March 30, 2012

British Museum director speaks about Elgin Marbles & Indian artefacts

Posted at 8:01 am in Similar cases

The British Museum is working with the Indian Ministry of Culture, to help to improve their country’s museums. This is a great idea, & shows a useful way that museums can collaborate with one another abroad. During an interview about this, MacGregor was also asked about the Parthenon Marbles & stated that they had been offered to Greece as a loan. In much the same way though, as the British Museum claims that Greece has never in recent years made an official restitution request, it could be argued that the British Museum has never really made any sort of official offer to Greece. There have been statements in the press, but as far as I’m aware, no sort of proper discussions with high level Greek officials. The British Museum seems instead to rely on previous assertions of ownership by Greece as rejections of such as loan offer, allowing them to assume that the loan would be unacceptable on this basis & therefore never even make a proper offer…

From:
Times of India

‘Get people into your museums’
TNN Jan 15, 2012, 06.20AM IST

Indian museums badly need overhauling and who better than the director of British Museum, Neil MacGregor, to help do it. In Delhi recently on an ambitious project in collaboration with the ministry of culture to train Indian professionals, he tells Archana Khare Ghose that exchange between all parts of the world has to go up.

Your team will be training Indian museum professionals. What do you think are the disadvantages that Indian museums suffer from but could improve upon? Fortunately for India, it has two of the hardest things to acquire in a museum – scholarship and great collections. All you need now is to get people into the museums. I think Indian museums are right now focused on their collections but it would be of immense interest for the public if they were to get opportunities to see collections from say, Mexico, China, Iran, etc., in their own museums through loaned exhibitions. The collection of the British Museum is available to see for free to all those who are “curious or studious, native or foreign” and we could loan them for exhibitions.

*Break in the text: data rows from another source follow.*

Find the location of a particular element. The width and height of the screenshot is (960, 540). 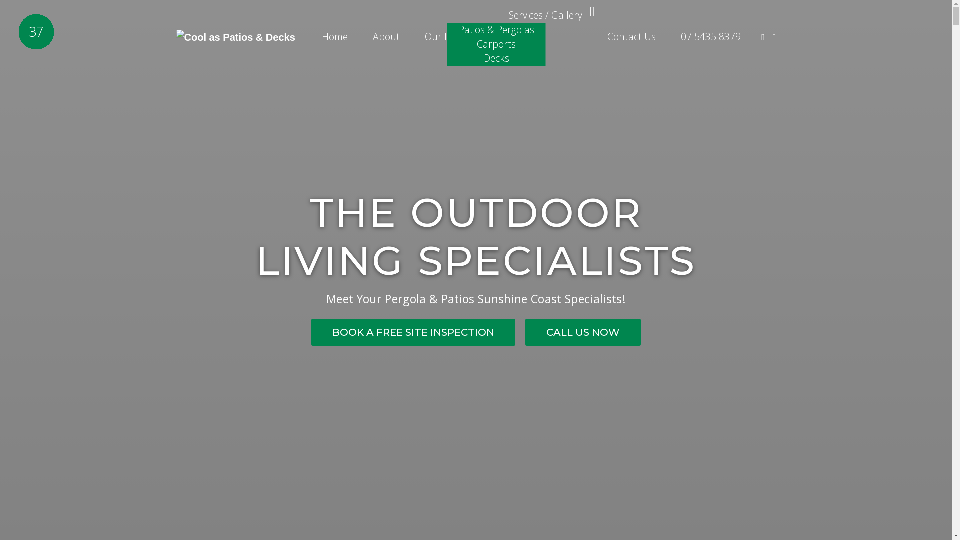

Carports is located at coordinates (496, 44).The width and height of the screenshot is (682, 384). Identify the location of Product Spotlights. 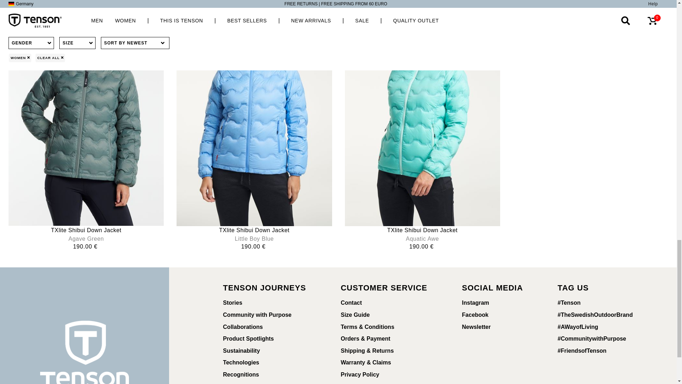
(269, 338).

When you took over as director of the British Museum, it was reportedly under financial deficit. What has changed in the museum since then? The British Museum turned 250 years old in 2003 and that’s when we went back to the original purpose with which the museum was set up. It was set up to build a resource for understanding the whole world and why our present is the way it is. What we’ve tried to change is to use the extraordinary treasure of the museum to understand all the corners of the world, to make sense of the world through our collection. We’ve taken quite a few exhibitions of our important treasures to the places that they came from – like the exhibition of ancient Persian artefacts to Tehran – and brought interesting ones to the British Museum, like The First Emperor, which included Chinese terracotta warriors too. The idea is to increase exchange between all parts of the world.

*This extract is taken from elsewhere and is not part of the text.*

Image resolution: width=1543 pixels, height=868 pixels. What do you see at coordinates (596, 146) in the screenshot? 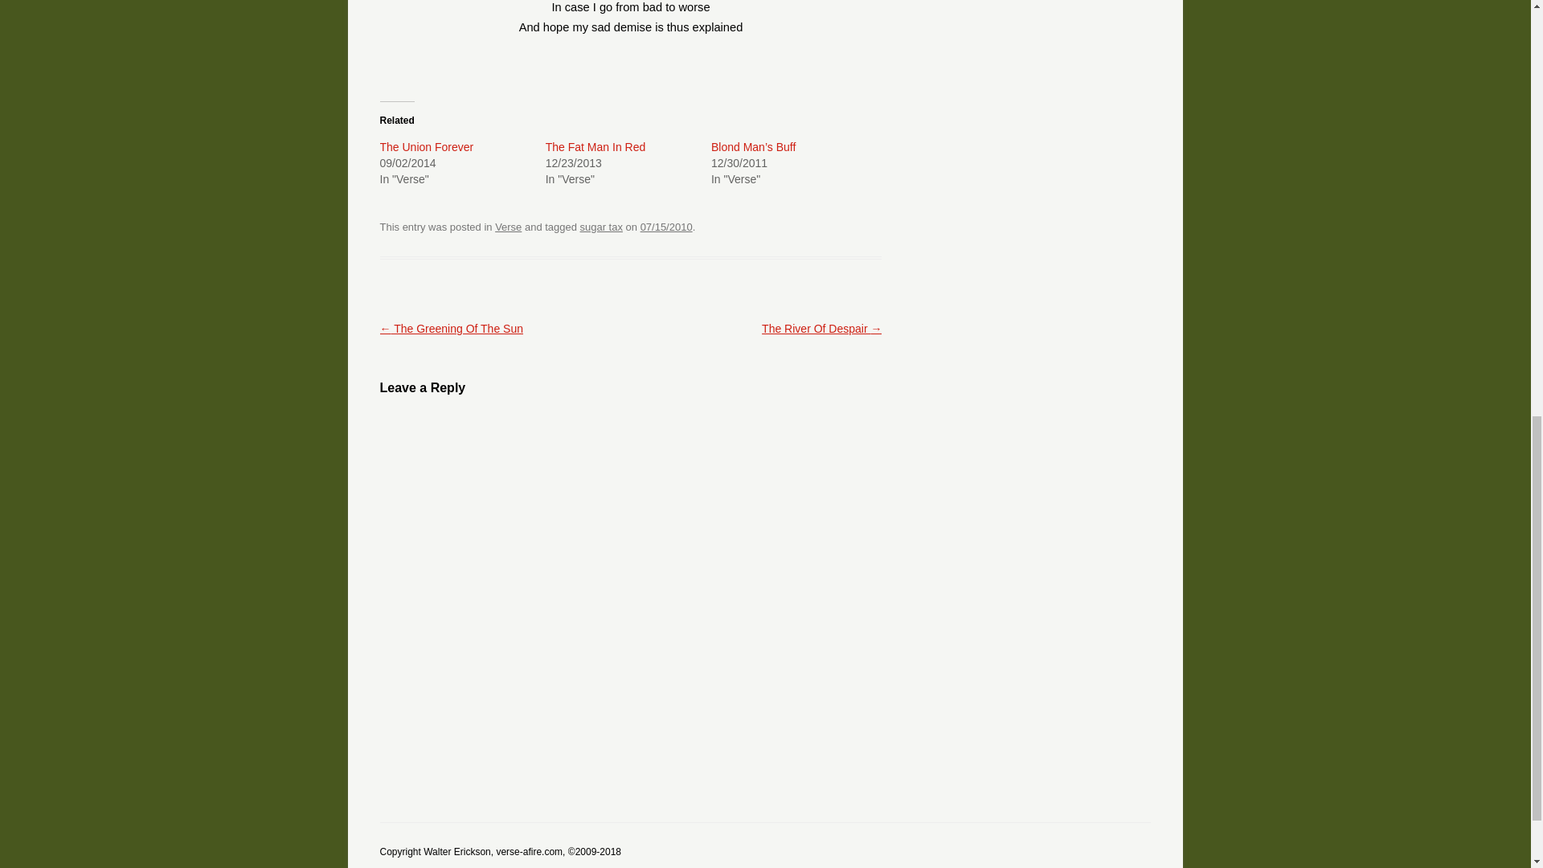
I see `The Fat Man In Red` at bounding box center [596, 146].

The Elgin Marbles – classical Greek sculptures in the British Museum removed from the Acropolis of Athens by Thomas Bruce, 7th Earl of Elgin, the British ambassador to the Ottoman Empire from 1799 to 1803 – have remained in contention with Greece demanding the sculptures back. The British Museum has treasures from all over the world, including India. How do you deal with demands for return of treasures? These were acquired in a different set of circumstances and in many cases would have been totally lost to the world had they not been preserved by the British Museum. Housed in the museum, they have become accessible to visitors from all over the world. We have offered to loan these sculptures to Greece for an exhibition but they refused saying they would either take it back as owners or not at all.

Your radio series-turned-book, A History of the World in 100 Objects, is a novel way of looking at the world through objects from various civilizations and how these have shaped up the world we live in. How does it help in understanding history better? The way we study history right now is ludicrous. We need a new history for the entire world, to take argument out of the European tradition and understand histories of people before they were ‘discovered’ by the Europeans. For instance, we don’t know anything about emperor Ashok though he is so vital to understanding why an Indian thinks the way he does – Gandhi, Nehru and many other thinkers from India can trace the origin of their thoughts to Ashok. That’s why Ashoka’s pillar is one of the 100 objects in the book. This book is based on a BBC Radio 4 series and is an exhaustive introduction to the world that we don’t know about. I hope it will lend new meaning to world history.